The Knesset held a special plenary session Tuesday to mark International Women's Day, which has become a semi-official festival in the Jewish state in recent years and receives widespread attention in the news media. The day is also marked by parades, events and publications sponsored by government offices, local government and numerous public institutions.
Besides the Tuesday plenary session, the Knesset Auditorium will also host a special event sponsored by Emunah, the Religious Women's Movement, and MK Zevulun Orlev (The Jewish Home) on Wednesday.
The importance of the day in Israeli culture has grown with the strengthening of the Israeli feminist movement since the 1970s. In recent decades, Israel ceased marking Mother's Day – which was devoted to a celebration of the traditional family role played by women, known in Hebrew tradition as “akeret habayit” – “the center of the home.” The day, which is marked on Shvat 30, the Hebrew birthday of Hadassa Zionist women's organization founder Henrietta Szold, was renamed “Family Day,” and has turned into a low-key event celebrated mostly in kindergartens. Mother's Day is celebrated in the United States.
'Down with oppression!'
The Knesset website notes that International Women's Day is “celebrated by the United Nations and many countries, including Israel.” Interestingly, few people in Israel are aware that International Women's Day was originally set as an official holiday by Vladimir Ilytch Lenin's Soviet Union. To this day, the countries that celebrate the day – besides Israel – are either communist or formerly communist: China, Armenia, Russia, Azerbaijan, Belarus, Bulgaria, Kazakhstan, Kyrgyzstan, Macedonia, Moldova, Mongolia, Tajikistan, Ukraine, Uzbekistan and Vietnam.

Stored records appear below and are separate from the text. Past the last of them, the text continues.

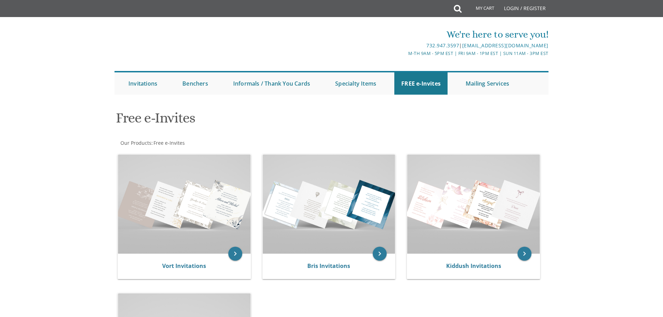  Describe the element at coordinates (421, 83) in the screenshot. I see `a: FREE e-Invites` at that location.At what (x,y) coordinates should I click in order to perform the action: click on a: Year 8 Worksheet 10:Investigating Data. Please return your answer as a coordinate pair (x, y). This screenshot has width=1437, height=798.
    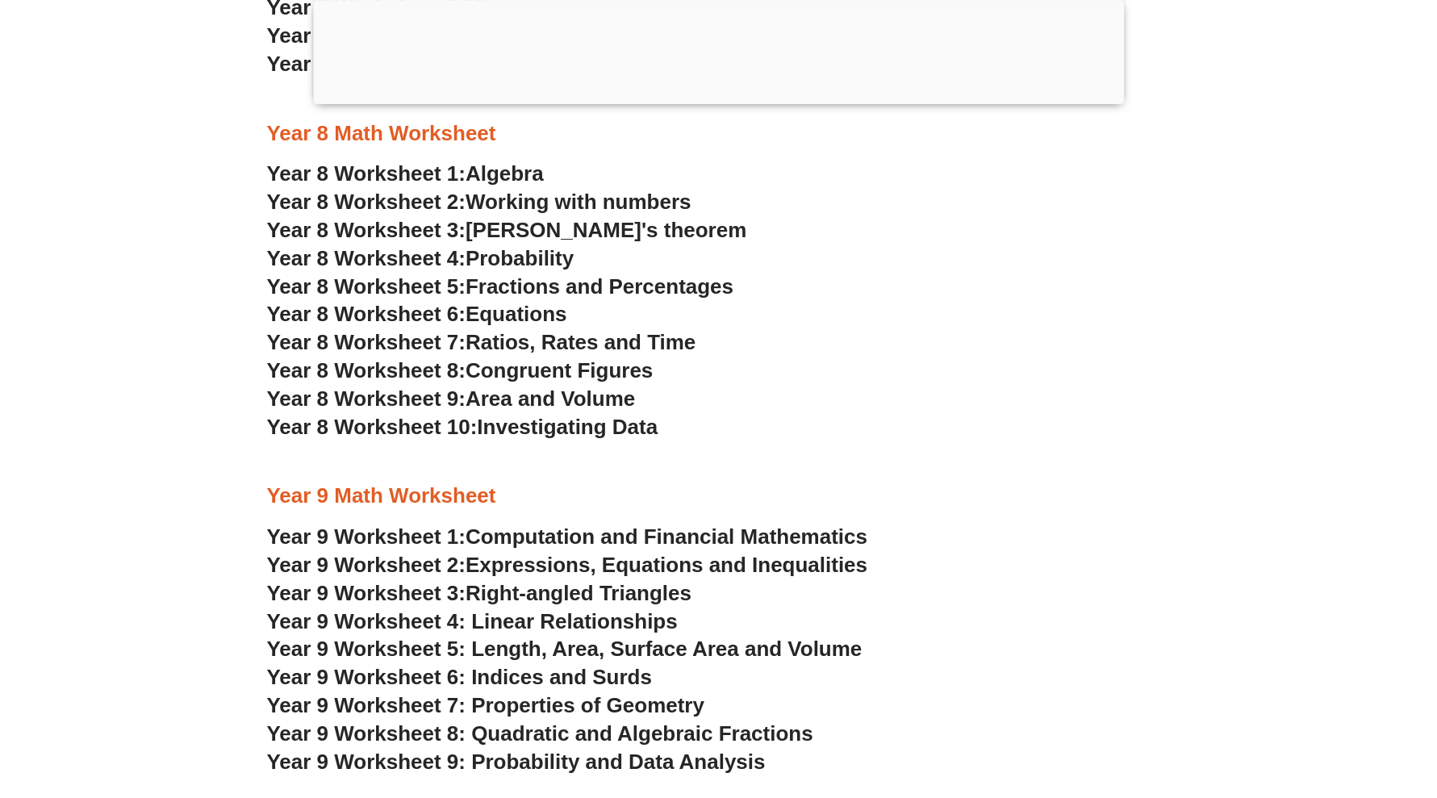
    Looking at the image, I should click on (462, 427).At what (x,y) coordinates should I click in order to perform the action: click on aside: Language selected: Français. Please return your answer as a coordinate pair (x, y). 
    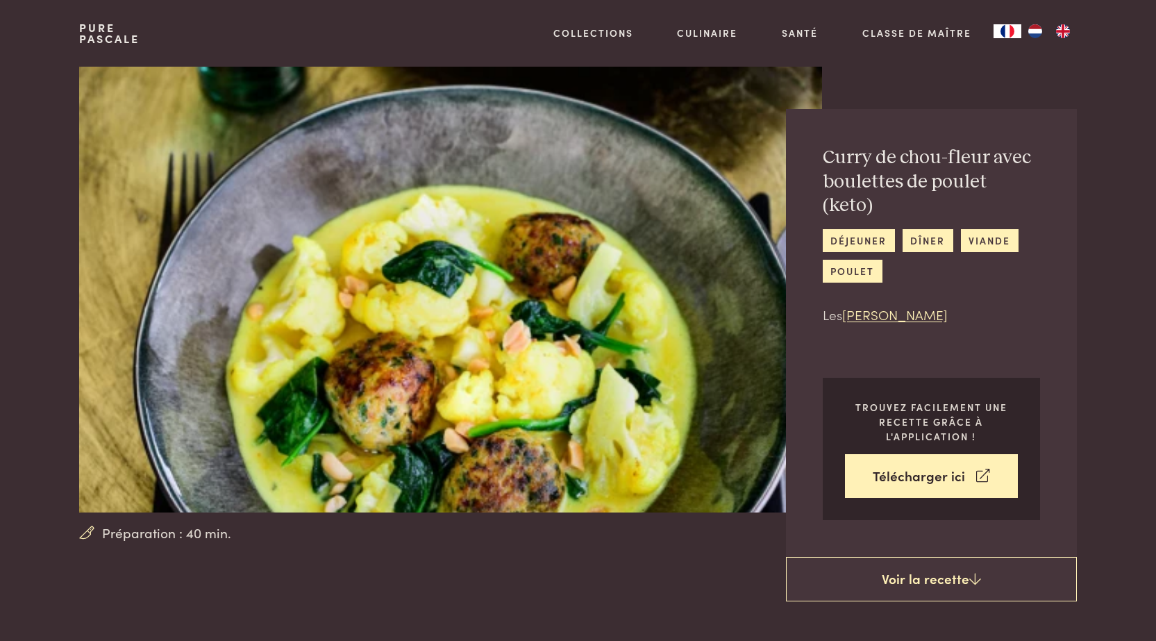
    Looking at the image, I should click on (1035, 31).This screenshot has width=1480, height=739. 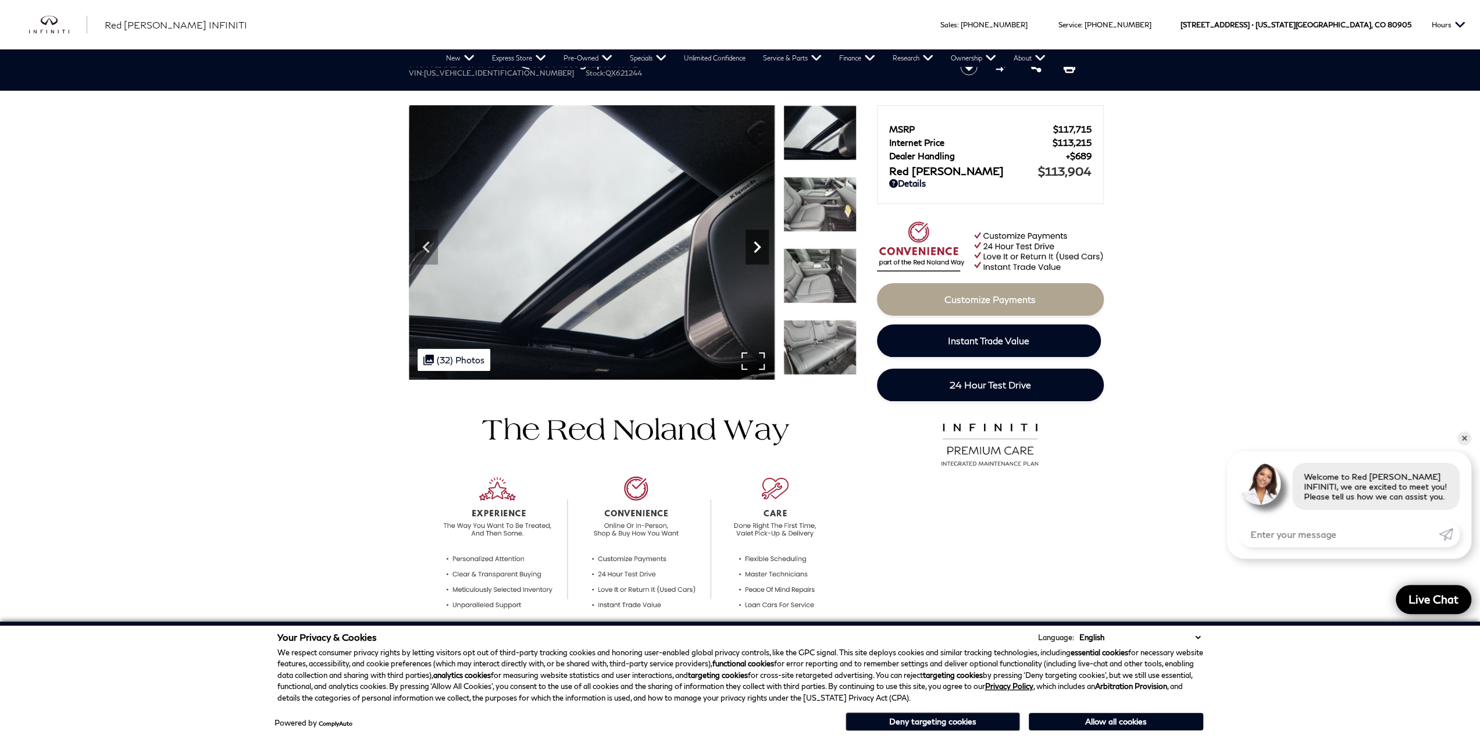 What do you see at coordinates (743, 663) in the screenshot?
I see `strong: functional cookies` at bounding box center [743, 663].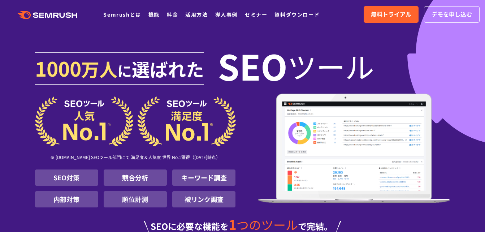 This screenshot has height=232, width=485. Describe the element at coordinates (204, 177) in the screenshot. I see `li: キーワード調査` at that location.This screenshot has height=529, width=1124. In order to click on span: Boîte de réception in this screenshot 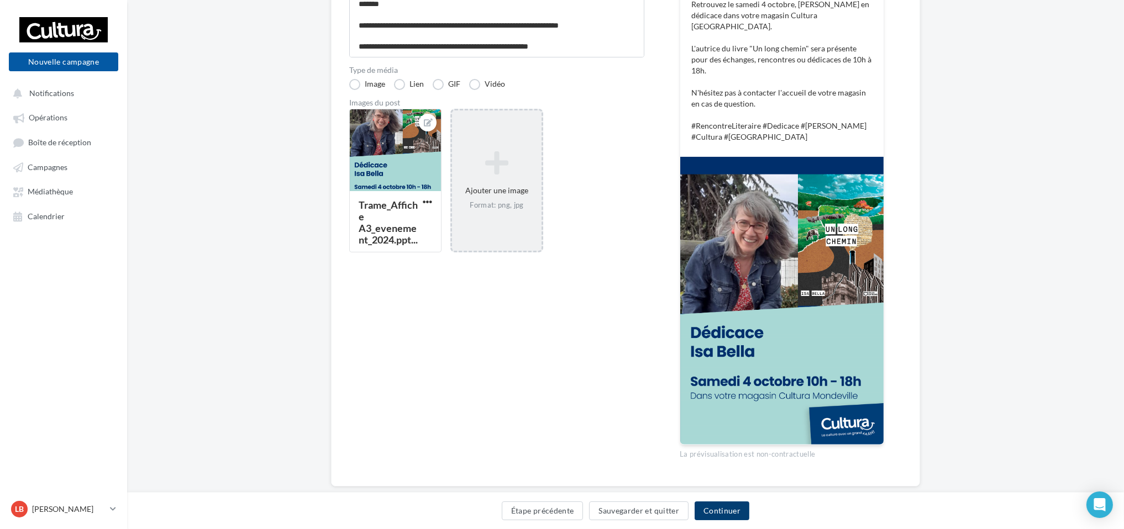, I will do `click(60, 142)`. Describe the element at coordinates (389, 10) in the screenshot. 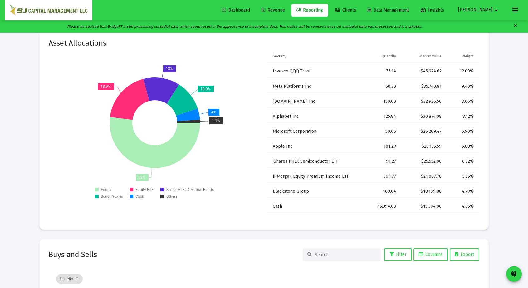

I see `span: Data Management` at that location.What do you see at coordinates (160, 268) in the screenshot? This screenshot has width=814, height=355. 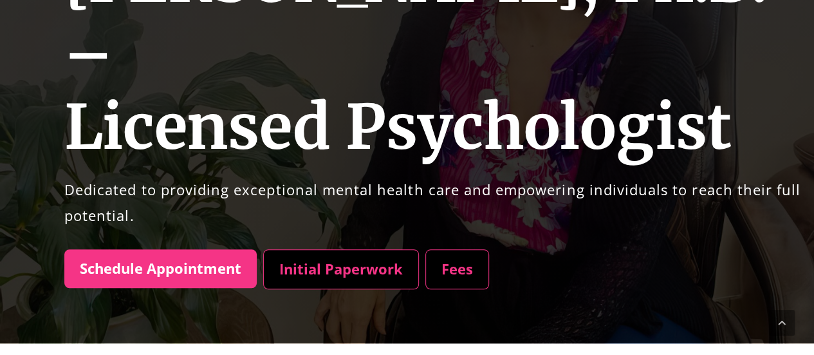 I see `a: Schedule Appointment` at bounding box center [160, 268].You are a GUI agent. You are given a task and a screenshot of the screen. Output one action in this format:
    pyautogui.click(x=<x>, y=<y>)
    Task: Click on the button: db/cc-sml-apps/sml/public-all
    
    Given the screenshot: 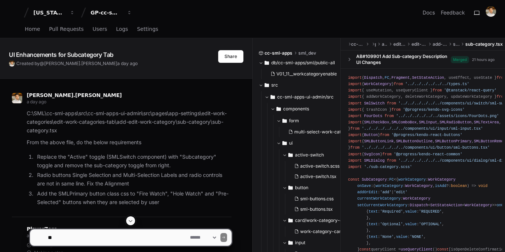 What is the action you would take?
    pyautogui.click(x=297, y=63)
    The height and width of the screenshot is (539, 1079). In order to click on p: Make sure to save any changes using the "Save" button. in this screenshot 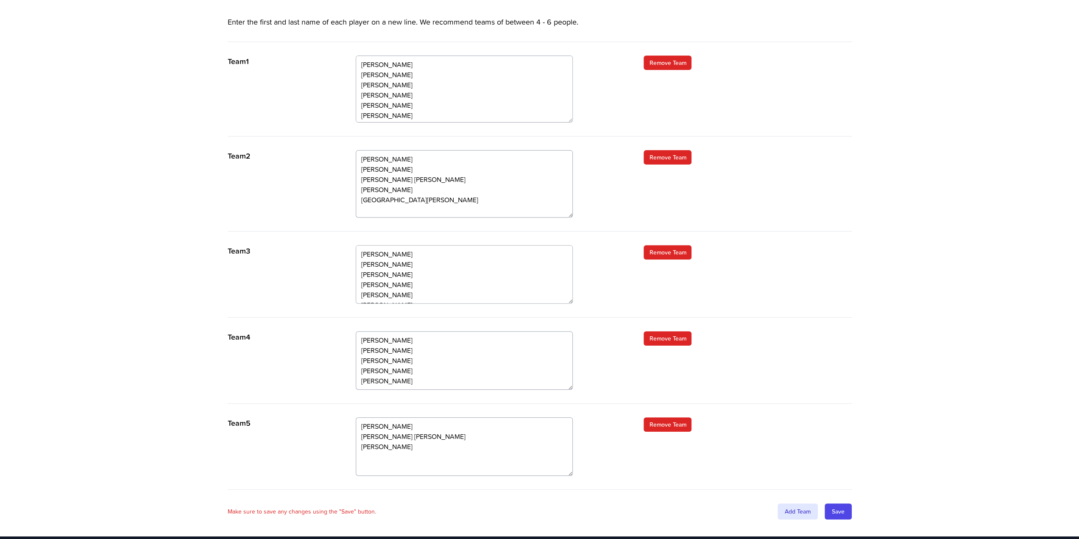, I will do `click(302, 511)`.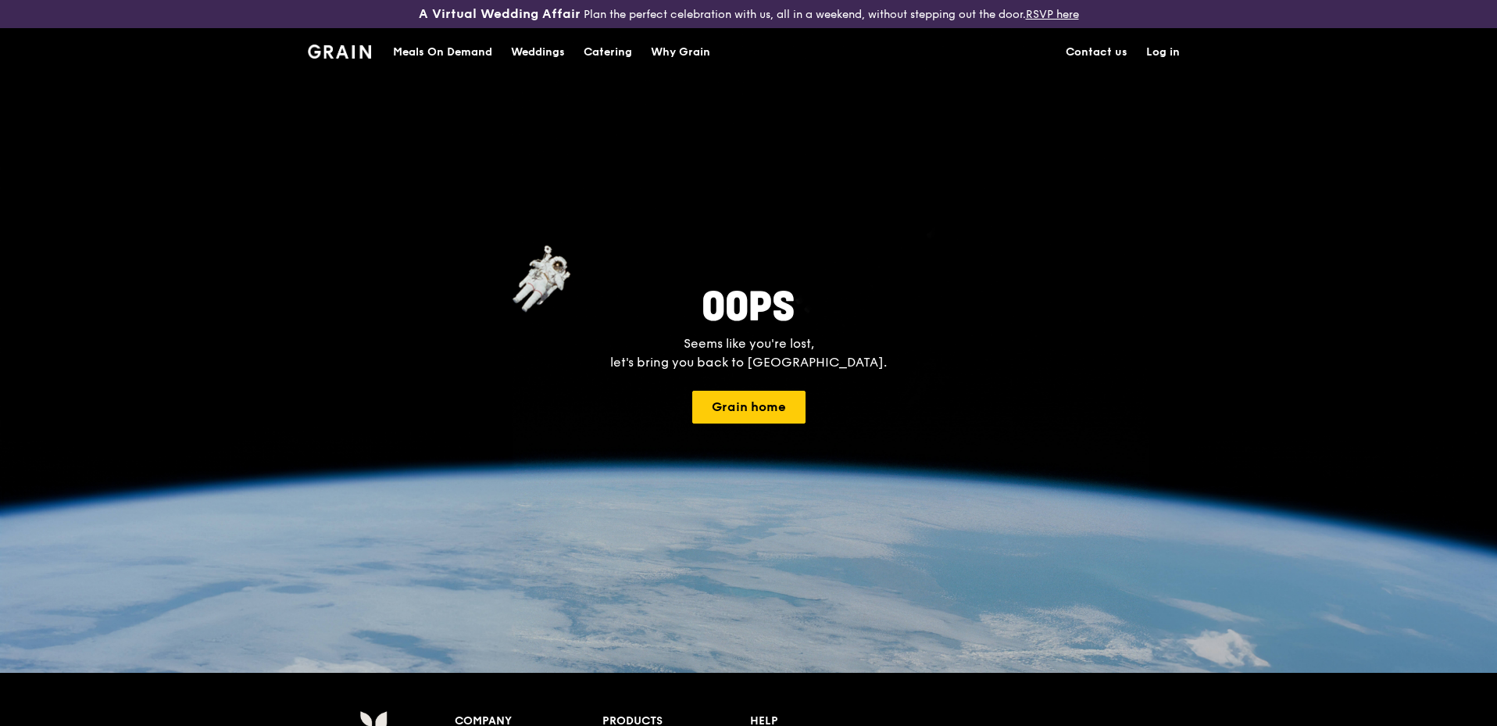 This screenshot has height=726, width=1497. I want to click on div: Weddings, so click(538, 52).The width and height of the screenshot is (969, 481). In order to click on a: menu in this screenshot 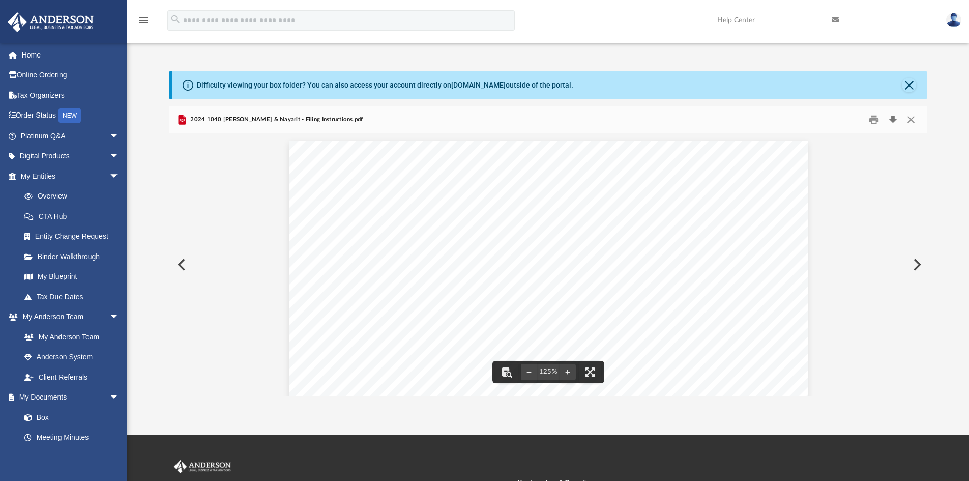, I will do `click(143, 23)`.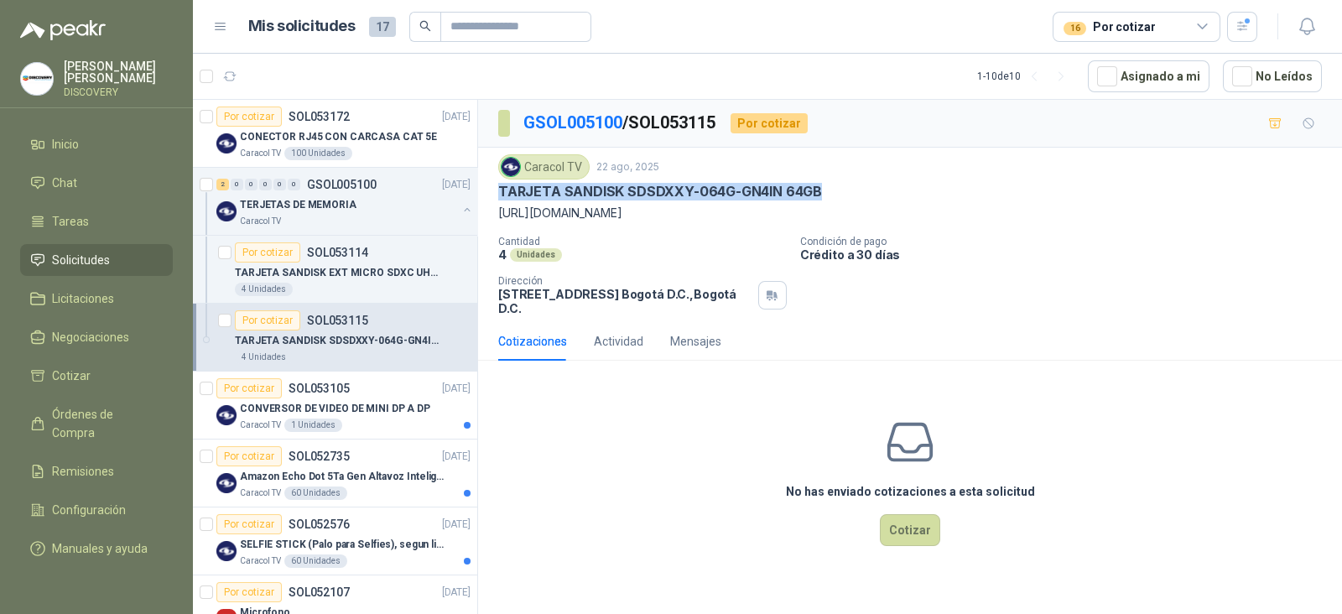 Image resolution: width=1342 pixels, height=614 pixels. What do you see at coordinates (91, 337) in the screenshot?
I see `span: Negociaciones` at bounding box center [91, 337]. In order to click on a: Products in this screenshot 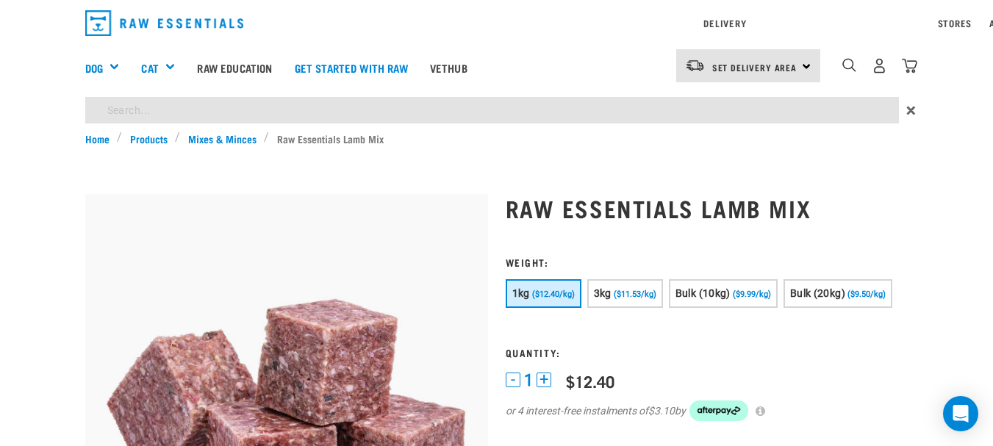, I will do `click(148, 138)`.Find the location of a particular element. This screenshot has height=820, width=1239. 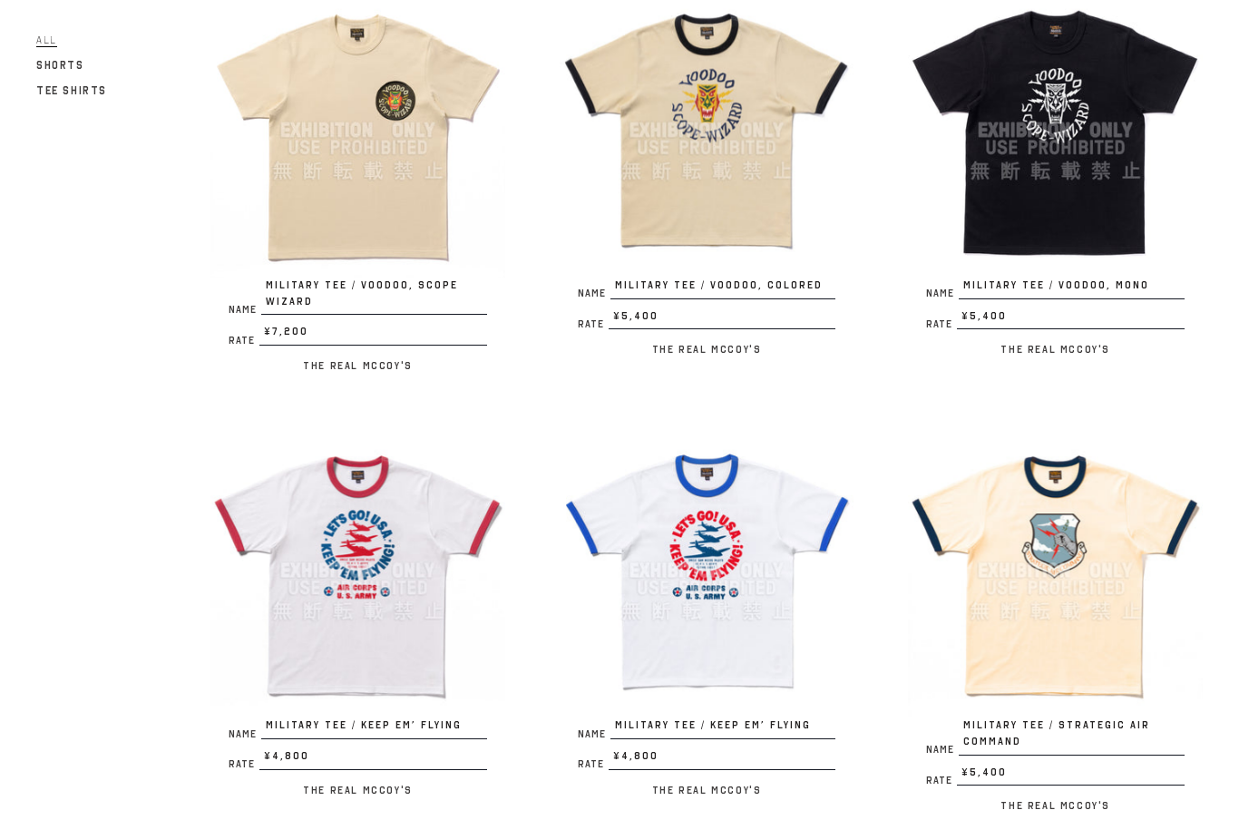

span: MILITARY TEE / VOODOO, SCOPE WIZARD is located at coordinates (374, 296).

Also unknown to most Israelis, and to most citizens of the West, the theme of women's liberation from family roles was not invented by American feminists such as Betty Freidan and Gloria Steinem. Rather, it was also an important feature of internal Soviet propaganda in the early decades of that revolutionary country's existence. Posters such as the one shown below – from International Women's Day, 1932 – urged Soviet women to free themselves from the shackles of home drudgery, and seek employment in factories. The text reads: "8th of March is the day of rebellion of the working women against kitchen slavery" and "Down with the oppression and narrow-mindedness of household work!".